Hi,
I have a HD 4650 connected to a 1920x1200 LCD monitor, running with fglrx 9.3. The 4650 is installed within a docking station whose PCIe slot is only capable of x1. Upgrading to a later version of fglrx is impossible unless I want to kill my laptop's video when I undock it.
The HD 4650 plays World of Warcraft in OpenGL mode, but at such a distressingly low frame rate (< 20fps outside the bank in Ironforge) that I tried something really simple like running glxgears. glxgears gives me ~1000fps, which is considerably lower than I was expecting for RV730 hardware. (Come to think of it, the 2D desktop behaviour isn't particularly amazing either.)
I was expecting the PCIe x1 slot to cause some loss in performance, but this looks beyond what I had in mind. Is this "correct" behaviour for this hardware/driver combination, please? Does anyone have any similar hardware for comparison?
Thanks,
Chris
P.S. I have tried attaching my HD 4650 to my TV via a S-Video cable, but when I do this the S-Video automatically becomes the primary display and sets the resolution for both monitors to 1024x768. Is there any way for the LCD monitor to become "Display1" instead?
In that respect, it's a very rough diagnostic. If there's a huge difference, it might indicate a configuration problem. That kind of use is uncontroversial. However, pretty big differences (even 2x or more) have been known to occur between different working configurations without anything close to a proportional effect on actual application performance.
As for the performance being related to "both the graphics hardware and driver implementation", part of the problem is that it's also related to color depth, window size, CPU load, number of running processes, compositor configuration, kernel configuration, and so on. 1000FPS is the right order of magnitude; trying to pin things down closer than that is pretty pointless and tells you nothing about how real applications will run.
http://dri.freedesktop.org/wiki/Benchmarking
The openarena benchmark is my personal favorite.
Adam
With modern PC hardware 300fps-30000fps is probably the right order of magnitude... There is no normal ratio for a single card, just what a particular computer setup manages to do. We're talking about a (mostly, motherboard bandwidths and memory bandwidths probably play their part too) CPU-bound technical demo, not a GPU benchmark.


◆ Work required
Please restate the data that follows, leaving every word in place.

◆ Source information

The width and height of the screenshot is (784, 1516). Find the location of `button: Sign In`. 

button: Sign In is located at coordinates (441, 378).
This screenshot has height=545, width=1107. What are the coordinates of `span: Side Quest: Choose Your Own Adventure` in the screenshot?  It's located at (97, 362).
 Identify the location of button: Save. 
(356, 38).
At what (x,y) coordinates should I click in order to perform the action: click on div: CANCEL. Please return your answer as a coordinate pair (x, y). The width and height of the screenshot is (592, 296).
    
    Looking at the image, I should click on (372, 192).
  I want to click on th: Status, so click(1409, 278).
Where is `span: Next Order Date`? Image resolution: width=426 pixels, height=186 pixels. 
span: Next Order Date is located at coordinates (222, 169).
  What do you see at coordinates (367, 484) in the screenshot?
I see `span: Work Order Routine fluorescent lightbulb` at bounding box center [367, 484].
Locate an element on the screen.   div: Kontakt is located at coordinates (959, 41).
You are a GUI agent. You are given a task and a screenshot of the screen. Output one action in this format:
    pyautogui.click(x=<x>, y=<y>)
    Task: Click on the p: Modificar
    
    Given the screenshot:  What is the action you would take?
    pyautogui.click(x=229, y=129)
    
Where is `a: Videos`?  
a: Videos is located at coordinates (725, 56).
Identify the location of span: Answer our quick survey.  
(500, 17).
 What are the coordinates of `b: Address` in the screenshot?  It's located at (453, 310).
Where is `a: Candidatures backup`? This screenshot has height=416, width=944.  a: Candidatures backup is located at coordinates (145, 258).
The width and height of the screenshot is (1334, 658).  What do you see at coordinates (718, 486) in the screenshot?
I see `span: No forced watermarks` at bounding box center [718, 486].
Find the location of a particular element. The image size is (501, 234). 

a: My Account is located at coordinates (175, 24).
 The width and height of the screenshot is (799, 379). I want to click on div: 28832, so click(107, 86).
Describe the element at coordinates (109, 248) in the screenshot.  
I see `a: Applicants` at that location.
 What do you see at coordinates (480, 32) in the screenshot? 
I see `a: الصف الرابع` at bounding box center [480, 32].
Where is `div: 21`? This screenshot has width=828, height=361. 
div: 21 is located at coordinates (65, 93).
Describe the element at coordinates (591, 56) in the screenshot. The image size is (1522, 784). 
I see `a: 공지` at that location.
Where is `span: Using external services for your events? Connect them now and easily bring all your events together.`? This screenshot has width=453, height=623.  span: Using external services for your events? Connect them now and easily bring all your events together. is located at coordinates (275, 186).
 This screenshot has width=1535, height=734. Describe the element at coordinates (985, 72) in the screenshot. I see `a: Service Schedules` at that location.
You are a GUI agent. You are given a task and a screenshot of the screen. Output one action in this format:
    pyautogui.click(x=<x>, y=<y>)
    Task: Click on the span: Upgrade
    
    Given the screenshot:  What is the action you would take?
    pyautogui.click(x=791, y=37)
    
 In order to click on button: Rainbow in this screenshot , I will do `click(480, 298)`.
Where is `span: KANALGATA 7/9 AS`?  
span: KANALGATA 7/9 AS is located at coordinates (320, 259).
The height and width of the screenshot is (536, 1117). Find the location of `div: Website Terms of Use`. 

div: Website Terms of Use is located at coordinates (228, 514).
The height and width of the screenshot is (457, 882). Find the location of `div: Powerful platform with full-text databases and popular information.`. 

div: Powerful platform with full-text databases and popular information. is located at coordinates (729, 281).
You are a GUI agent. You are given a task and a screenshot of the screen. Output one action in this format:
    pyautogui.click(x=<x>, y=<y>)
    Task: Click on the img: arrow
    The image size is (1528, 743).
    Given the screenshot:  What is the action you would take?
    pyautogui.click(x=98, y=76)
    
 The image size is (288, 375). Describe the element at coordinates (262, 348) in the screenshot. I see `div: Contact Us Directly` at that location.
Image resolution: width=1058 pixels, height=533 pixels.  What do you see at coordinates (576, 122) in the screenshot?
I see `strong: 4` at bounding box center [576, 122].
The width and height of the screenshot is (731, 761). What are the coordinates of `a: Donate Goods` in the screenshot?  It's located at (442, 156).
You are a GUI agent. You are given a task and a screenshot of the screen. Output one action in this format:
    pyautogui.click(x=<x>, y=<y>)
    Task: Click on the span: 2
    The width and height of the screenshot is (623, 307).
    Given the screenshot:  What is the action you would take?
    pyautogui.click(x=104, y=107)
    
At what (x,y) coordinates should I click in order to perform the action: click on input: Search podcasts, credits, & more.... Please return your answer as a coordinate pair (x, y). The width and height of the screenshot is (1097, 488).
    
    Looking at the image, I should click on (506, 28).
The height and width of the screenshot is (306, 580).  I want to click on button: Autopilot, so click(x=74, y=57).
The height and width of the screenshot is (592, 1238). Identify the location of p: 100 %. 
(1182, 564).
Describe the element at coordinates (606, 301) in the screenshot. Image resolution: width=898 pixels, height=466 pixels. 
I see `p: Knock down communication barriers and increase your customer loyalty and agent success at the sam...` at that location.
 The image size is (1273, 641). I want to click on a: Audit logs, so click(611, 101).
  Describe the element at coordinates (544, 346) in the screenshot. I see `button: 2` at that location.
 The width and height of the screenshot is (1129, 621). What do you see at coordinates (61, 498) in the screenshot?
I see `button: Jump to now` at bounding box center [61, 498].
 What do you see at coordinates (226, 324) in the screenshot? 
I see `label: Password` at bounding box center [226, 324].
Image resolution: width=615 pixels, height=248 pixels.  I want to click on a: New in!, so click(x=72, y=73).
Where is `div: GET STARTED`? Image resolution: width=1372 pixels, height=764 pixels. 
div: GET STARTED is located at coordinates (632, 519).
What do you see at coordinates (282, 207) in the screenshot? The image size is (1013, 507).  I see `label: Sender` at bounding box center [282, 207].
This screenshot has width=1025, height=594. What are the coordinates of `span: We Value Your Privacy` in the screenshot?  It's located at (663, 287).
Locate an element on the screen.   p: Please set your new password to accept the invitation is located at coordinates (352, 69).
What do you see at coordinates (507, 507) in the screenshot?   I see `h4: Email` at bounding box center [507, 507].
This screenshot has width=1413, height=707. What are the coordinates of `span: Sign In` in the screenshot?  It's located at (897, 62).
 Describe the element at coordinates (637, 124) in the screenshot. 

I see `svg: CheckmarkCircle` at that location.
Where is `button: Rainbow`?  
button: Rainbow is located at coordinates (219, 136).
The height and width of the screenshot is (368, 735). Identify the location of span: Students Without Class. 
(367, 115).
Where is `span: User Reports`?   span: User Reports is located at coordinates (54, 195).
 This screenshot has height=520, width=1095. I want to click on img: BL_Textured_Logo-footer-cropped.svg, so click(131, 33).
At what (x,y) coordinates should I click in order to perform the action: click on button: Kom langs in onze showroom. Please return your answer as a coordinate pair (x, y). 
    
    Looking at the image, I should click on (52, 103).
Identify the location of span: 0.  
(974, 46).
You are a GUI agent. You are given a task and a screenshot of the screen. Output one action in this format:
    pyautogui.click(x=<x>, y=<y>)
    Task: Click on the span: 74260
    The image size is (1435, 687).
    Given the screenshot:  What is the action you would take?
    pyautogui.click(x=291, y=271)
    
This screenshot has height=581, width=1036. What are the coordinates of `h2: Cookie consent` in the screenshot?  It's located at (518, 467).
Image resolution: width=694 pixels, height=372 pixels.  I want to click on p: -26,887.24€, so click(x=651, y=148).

◆ Answer section
The width and height of the screenshot is (784, 1516). Find the location of `button: Sign In`. 

button: Sign In is located at coordinates (441, 378).
This screenshot has height=545, width=1107. What are the coordinates of `span: Side Quest: Choose Your Own Adventure` in the screenshot?  It's located at (97, 362).
 Identify the location of button: Save. 
(356, 38).
At what (x,y) coordinates should I click in order to perform the action: click on div: CANCEL. Please return your answer as a coordinate pair (x, y). The width and height of the screenshot is (592, 296).
    
    Looking at the image, I should click on (372, 192).
  I want to click on th: Status, so click(1409, 278).
Where is `span: Next Order Date`? Image resolution: width=426 pixels, height=186 pixels. 
span: Next Order Date is located at coordinates (222, 169).
  What do you see at coordinates (367, 484) in the screenshot?
I see `span: Work Order Routine fluorescent lightbulb` at bounding box center [367, 484].
Locate an element on the screen.   div: Kontakt is located at coordinates (959, 41).
You are a GUI agent. You are given a task and a screenshot of the screen. Output one action in this format:
    pyautogui.click(x=<x>, y=<y>)
    Task: Click on the p: Modificar
    
    Given the screenshot:  What is the action you would take?
    pyautogui.click(x=229, y=129)
    
Where is `a: Videos`?  
a: Videos is located at coordinates (725, 56).
Identify the location of span: Answer our quick survey.  
(500, 17).
 What are the coordinates of `b: Address` in the screenshot?  It's located at (453, 310).
Where is `a: Candidatures backup`? This screenshot has height=416, width=944.  a: Candidatures backup is located at coordinates (145, 258).
The width and height of the screenshot is (1334, 658).  What do you see at coordinates (718, 486) in the screenshot?
I see `span: No forced watermarks` at bounding box center [718, 486].
Find the location of a particular element. The image size is (501, 234). 

a: My Account is located at coordinates (175, 24).
 The width and height of the screenshot is (799, 379). I want to click on div: 28832, so click(107, 86).
Describe the element at coordinates (109, 248) in the screenshot.  
I see `a: Applicants` at that location.
 What do you see at coordinates (480, 32) in the screenshot? 
I see `a: الصف الرابع` at bounding box center [480, 32].
Where is `div: 21`? This screenshot has width=828, height=361. 
div: 21 is located at coordinates (65, 93).
Describe the element at coordinates (591, 56) in the screenshot. The image size is (1522, 784). 
I see `a: 공지` at that location.
Where is `span: Using external services for your events? Connect them now and easily bring all your events together.`? This screenshot has width=453, height=623.  span: Using external services for your events? Connect them now and easily bring all your events together. is located at coordinates (275, 186).
 This screenshot has width=1535, height=734. Describe the element at coordinates (985, 72) in the screenshot. I see `a: Service Schedules` at that location.
You are a GUI agent. You are given a task and a screenshot of the screen. Output one action in this format:
    pyautogui.click(x=<x>, y=<y>)
    Task: Click on the span: Upgrade
    
    Given the screenshot:  What is the action you would take?
    pyautogui.click(x=791, y=37)
    
 In order to click on button: Rainbow in this screenshot , I will do `click(480, 298)`.
Where is `span: KANALGATA 7/9 AS`?  
span: KANALGATA 7/9 AS is located at coordinates (320, 259).
The height and width of the screenshot is (536, 1117). Find the location of `div: Website Terms of Use`. 

div: Website Terms of Use is located at coordinates (228, 514).
The height and width of the screenshot is (457, 882). Find the location of `div: Powerful platform with full-text databases and popular information.`. 

div: Powerful platform with full-text databases and popular information. is located at coordinates (729, 281).
You are a GUI agent. You are given a task and a screenshot of the screen. Output one action in this format:
    pyautogui.click(x=<x>, y=<y>)
    Task: Click on the img: arrow
    The image size is (1528, 743).
    Given the screenshot:  What is the action you would take?
    pyautogui.click(x=98, y=76)
    
 The image size is (288, 375). Describe the element at coordinates (262, 348) in the screenshot. I see `div: Contact Us Directly` at that location.
Image resolution: width=1058 pixels, height=533 pixels.  What do you see at coordinates (576, 122) in the screenshot?
I see `strong: 4` at bounding box center [576, 122].
The width and height of the screenshot is (731, 761). What are the coordinates of `a: Donate Goods` in the screenshot?  It's located at (442, 156).
You are a GUI agent. You are given a task and a screenshot of the screen. Output one action in this format:
    pyautogui.click(x=<x>, y=<y>)
    Task: Click on the span: 2
    The width and height of the screenshot is (623, 307).
    Given the screenshot:  What is the action you would take?
    pyautogui.click(x=104, y=107)
    
At what (x,y) coordinates should I click in order to perform the action: click on input: Search podcasts, credits, & more.... Please return your answer as a coordinate pair (x, y). The width and height of the screenshot is (1097, 488).
    
    Looking at the image, I should click on (506, 28).
The height and width of the screenshot is (306, 580).  I want to click on button: Autopilot, so click(x=74, y=57).
The height and width of the screenshot is (592, 1238). Identify the location of p: 100 %. 
(1182, 564).
Describe the element at coordinates (606, 301) in the screenshot. Image resolution: width=898 pixels, height=466 pixels. 
I see `p: Knock down communication barriers and increase your customer loyalty and agent success at the sam...` at that location.
 The image size is (1273, 641). I want to click on a: Audit logs, so click(611, 101).
  Describe the element at coordinates (544, 346) in the screenshot. I see `button: 2` at that location.
 The width and height of the screenshot is (1129, 621). What do you see at coordinates (61, 498) in the screenshot?
I see `button: Jump to now` at bounding box center [61, 498].
 What do you see at coordinates (226, 324) in the screenshot? 
I see `label: Password` at bounding box center [226, 324].
Image resolution: width=615 pixels, height=248 pixels.  I want to click on a: New in!, so click(x=72, y=73).
Where is `div: GET STARTED`? Image resolution: width=1372 pixels, height=764 pixels. 
div: GET STARTED is located at coordinates (632, 519).
What do you see at coordinates (282, 207) in the screenshot? The image size is (1013, 507).  I see `label: Sender` at bounding box center [282, 207].
This screenshot has width=1025, height=594. What are the coordinates of `span: We Value Your Privacy` in the screenshot?  It's located at (663, 287).
Locate an element on the screen.   p: Please set your new password to accept the invitation is located at coordinates (352, 69).
What do you see at coordinates (507, 507) in the screenshot?   I see `h4: Email` at bounding box center [507, 507].
This screenshot has width=1413, height=707. What are the coordinates of `span: Sign In` in the screenshot?  It's located at (897, 62).
 Describe the element at coordinates (637, 124) in the screenshot. 

I see `svg: CheckmarkCircle` at that location.
Where is `button: Rainbow`?  
button: Rainbow is located at coordinates (219, 136).
The height and width of the screenshot is (368, 735). Identify the location of span: Students Without Class. 
(367, 115).
Where is `span: User Reports`?   span: User Reports is located at coordinates (54, 195).
 This screenshot has height=520, width=1095. I want to click on img: BL_Textured_Logo-footer-cropped.svg, so click(131, 33).
At what (x,y) coordinates should I click in order to perform the action: click on button: Kom langs in onze showroom. Please return your answer as a coordinate pair (x, y). 
    
    Looking at the image, I should click on (52, 103).
Identify the location of span: 0.  
(974, 46).
You are a GUI agent. You are given a task and a screenshot of the screen. Output one action in this format:
    pyautogui.click(x=<x>, y=<y>)
    Task: Click on the span: 74260
    The image size is (1435, 687).
    Given the screenshot:  What is the action you would take?
    pyautogui.click(x=291, y=271)
    
This screenshot has height=581, width=1036. What are the coordinates of `h2: Cookie consent` in the screenshot?  It's located at (518, 467).
Image resolution: width=694 pixels, height=372 pixels.  I want to click on p: -26,887.24€, so click(x=651, y=148).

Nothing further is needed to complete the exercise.